Plenty of parents suspect their kids might be getting into mischief on the Internet and don't know for sure until someone forgets to clear the browser's history and a site pops up on the screen that is displeasing to the computer's owner, Bucknall said.

Parents should be familiar with social networking Web sites like myspace.com, facebook.com, zanga.com and bebo.com, he said, adding they also should know what information is on their child's social networking page and make sure personal information such as addresses and telephone numbers are never on those pages.

The pages also contain links to pages of online &#8220friends.”

Cell phones are another way people communicate instantly. Bucknall said law enforcement agencies need search warrants to search the contents of a phone, which records text messages. While cell phone firms monitor the volume of text information sent by a phone, they don't monitor the content, he said.

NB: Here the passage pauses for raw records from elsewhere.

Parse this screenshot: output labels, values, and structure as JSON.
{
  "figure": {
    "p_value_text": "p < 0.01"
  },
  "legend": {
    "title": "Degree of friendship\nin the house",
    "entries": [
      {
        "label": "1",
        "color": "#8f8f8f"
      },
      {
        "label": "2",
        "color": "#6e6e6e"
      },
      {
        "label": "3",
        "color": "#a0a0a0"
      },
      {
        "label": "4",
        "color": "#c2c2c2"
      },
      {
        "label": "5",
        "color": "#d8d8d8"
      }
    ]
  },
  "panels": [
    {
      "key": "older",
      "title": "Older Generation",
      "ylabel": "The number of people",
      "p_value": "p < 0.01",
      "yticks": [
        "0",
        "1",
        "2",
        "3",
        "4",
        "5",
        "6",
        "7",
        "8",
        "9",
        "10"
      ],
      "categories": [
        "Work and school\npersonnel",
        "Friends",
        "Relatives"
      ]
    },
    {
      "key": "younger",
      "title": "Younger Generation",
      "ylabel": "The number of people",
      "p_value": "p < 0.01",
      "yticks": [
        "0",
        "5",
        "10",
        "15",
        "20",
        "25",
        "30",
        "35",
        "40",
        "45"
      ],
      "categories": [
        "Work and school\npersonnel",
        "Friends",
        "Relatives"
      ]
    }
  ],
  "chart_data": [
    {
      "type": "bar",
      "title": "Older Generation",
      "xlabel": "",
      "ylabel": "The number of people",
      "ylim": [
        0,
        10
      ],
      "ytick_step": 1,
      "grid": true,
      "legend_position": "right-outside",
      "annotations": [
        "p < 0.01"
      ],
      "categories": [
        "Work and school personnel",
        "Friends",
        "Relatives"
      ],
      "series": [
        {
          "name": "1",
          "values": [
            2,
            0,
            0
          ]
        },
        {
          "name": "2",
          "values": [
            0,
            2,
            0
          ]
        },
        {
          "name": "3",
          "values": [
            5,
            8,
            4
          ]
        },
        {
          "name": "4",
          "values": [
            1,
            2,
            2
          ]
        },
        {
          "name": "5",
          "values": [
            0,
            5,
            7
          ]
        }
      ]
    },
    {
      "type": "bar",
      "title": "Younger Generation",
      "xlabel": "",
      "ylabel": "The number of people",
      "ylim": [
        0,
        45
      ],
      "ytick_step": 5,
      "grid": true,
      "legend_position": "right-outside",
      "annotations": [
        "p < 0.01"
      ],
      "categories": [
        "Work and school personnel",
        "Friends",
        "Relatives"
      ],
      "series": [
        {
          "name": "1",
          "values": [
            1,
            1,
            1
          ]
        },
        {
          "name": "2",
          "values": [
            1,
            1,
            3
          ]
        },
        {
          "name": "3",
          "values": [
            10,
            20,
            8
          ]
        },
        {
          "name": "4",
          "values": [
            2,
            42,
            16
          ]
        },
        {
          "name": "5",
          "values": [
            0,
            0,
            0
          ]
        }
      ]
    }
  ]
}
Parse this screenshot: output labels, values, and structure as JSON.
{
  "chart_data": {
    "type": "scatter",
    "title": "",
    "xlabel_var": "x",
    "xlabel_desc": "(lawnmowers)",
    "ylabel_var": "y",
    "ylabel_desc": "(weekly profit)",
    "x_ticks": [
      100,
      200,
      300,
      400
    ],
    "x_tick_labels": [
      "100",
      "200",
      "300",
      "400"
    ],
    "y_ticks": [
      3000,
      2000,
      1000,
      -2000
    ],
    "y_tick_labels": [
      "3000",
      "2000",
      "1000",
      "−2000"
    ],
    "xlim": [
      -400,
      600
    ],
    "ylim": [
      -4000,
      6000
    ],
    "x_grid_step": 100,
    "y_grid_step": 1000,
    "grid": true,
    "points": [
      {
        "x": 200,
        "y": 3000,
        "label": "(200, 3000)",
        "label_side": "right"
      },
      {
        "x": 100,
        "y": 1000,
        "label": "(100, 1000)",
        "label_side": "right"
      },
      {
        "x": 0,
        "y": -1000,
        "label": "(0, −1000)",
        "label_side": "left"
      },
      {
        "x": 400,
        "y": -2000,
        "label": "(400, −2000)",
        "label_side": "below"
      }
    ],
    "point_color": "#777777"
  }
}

A Web site, benetsafe.com, will track a child's online travels for parents, Bucknall said. It calls itself &#8220your online Internet chaperone” and claims to be &#8220kid proof.”

For those who want to back up their bets themselves, there are other sneaky ways to go. Software commonly used by companies monitoring employee activities are also sometimes employed in the home, Bucknall said. Some allow users to get e-mail warnings if words like &#8220sex,” &#8220pot” or &#8220suicide” are typed into the computer. The user chooses the alert words. If those words appear on a Web site the user looks at, a similar warning is issued via e-mail.

Other more intense monitoring programs capture screen images, peer-to-peer communications and keystrokes and provide snapshots of what a user is actually seeing. Selected objectionable sites can then be secretly blocked, appearing to be simply unavailable to the unsuspecting user, while the attempt to access the site is recorded.

Tips from the state

The Alaska Attorney General's Office offers these safety tips for kids using the Internet:

€ Never give out personal information like your name, address, phone number, credit card numbers or send your picture without asking your parents if it's OK.

€ Don't buy things over the Internet without asking your parents. This can be a way for unscrupulous people to get a hold of your family's credit card number.

€ Never give your password to anyone.

€ Never agree to meet someone in person that you have met over the Internet. That person could be telling you lies in cyberspace, and could be a dangerous person.

€ If you get a message over the Internet that makes you uncomfortable, don't answer. Tell your parents or another adult about it right away.